How Heat Is Used in Hawaiian Cuisine
Here’s something that surprises a lot of people: traditional Hawaiian cuisine is not a spicy cuisine. Ancient Hawaiian cooking relied on salt, kukui nut (candlenut), seaweed, and the natural flavors of fresh fish and taro. Heat from chili peppers was introduced later, and even today, it’s used as a condiment rather than a cooking ingredient. You won’t find many Hawaiian dishes where the heat is cooked into the food the way you see in Thai or Mexican cuisine.
Instead, heat in Hawaiian food is personal and optional. The chili pepper water sits on the table, and everyone adds as much or as little as they want. This approach respects both the food and the eater. It’s the same philosophy you see with soy sauce and other condiments in local cooking — the cook prepares the dish with balance, and the eater customizes at the table.
That said, Hawaii’s multicultural food culture has brought other peppers and spicy traditions to the islands:
- Korean gochugaru and gochujang: Essential for Korean-influenced dishes like kalbi and kimchi, which are staples in local cooking.
- Japanese shichimi togarashi: A seven-spice blend with red chili pepper that’s shaken onto saimin, udon, and rice dishes throughout the islands.
- Chinese chili oil and chili garlic sauce: Used in everything from fried rice to dipping sauces for dim sum.
- Filipino siling labuyo: Similar in size and heat to the Hawaiian chili pepper, used in Filipino dishes that are a huge part of Hawaii’s food landscape.
- Sambal: Indonesian and Malaysian chili pastes that have found their way into Hawaii’s diverse food scene.
All of these chili traditions coexist in Hawaii’s kitchens, reflecting the islands’ incredible cultural melting pot. But chili pepper water remains the uniquely Hawaiian contribution — the one condiment that ties it all together.
Where to Use Chili Pepper Water
Once you have a bottle of homemade chili pepper water in your fridge, you’ll start putting it on everything. Here are some of the best uses:
- Poke: A few drops in your ahi poke adds a subtle heat that plays beautifully with the sesame oil and soy sauce.

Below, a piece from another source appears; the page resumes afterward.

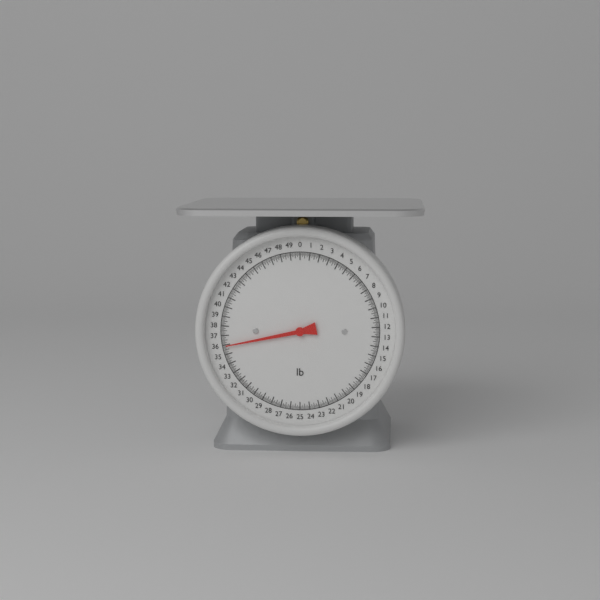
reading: 35.875 lb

- Rice: Splash some on a bowl of hot white rice with a little butter. Simple and perfect.
- Saimin and soups: A few shakes into broth-based soups and Hawaiian beef stew adds warmth without overpowering the broth.
- Plate lunch proteins: Drizzle over chicken katsu, kalua pig, teriyaki chicken, or any plate lunch protein for extra kick.
- Eggs: Chili pepper water on scrambled eggs or a fried egg over rice is a local breakfast essential.
- Loco moco: A splash on a loco moco — cutting through the richness of the gravy and egg — is next-level.
- Musubi: A light sprinkle on spam musubi before wrapping with nori adds a nice surprise.

A Bottle on Every Table
There’s something about a well-worn bottle of chili pepper water that tells you everything about a family and their kitchen. The bottle at my grandma’s house was always the same recycled Aloha Shoyu bottle with a piece of masking tape that said “HOT” in her handwriting. It sat between the soy sauce and the rice vinegar, and it was refilled so many times the glass was permanently stained red on the inside. That bottle was as much a part of our family table as the rice cooker was part of our kitchen counter.
Making your own chili pepper water is one of the simplest and most rewarding ways to bring a piece of Hawaii into your cooking. It takes ten minutes of work, a day of patience, and you’ll have something that no store-bought hot sauce can replicate — a direct connection to the flavors, traditions, and tables of the Hawaiian islands. So find yourself a recycled bottle, grab some peppers, and make your own. Your rice will thank you.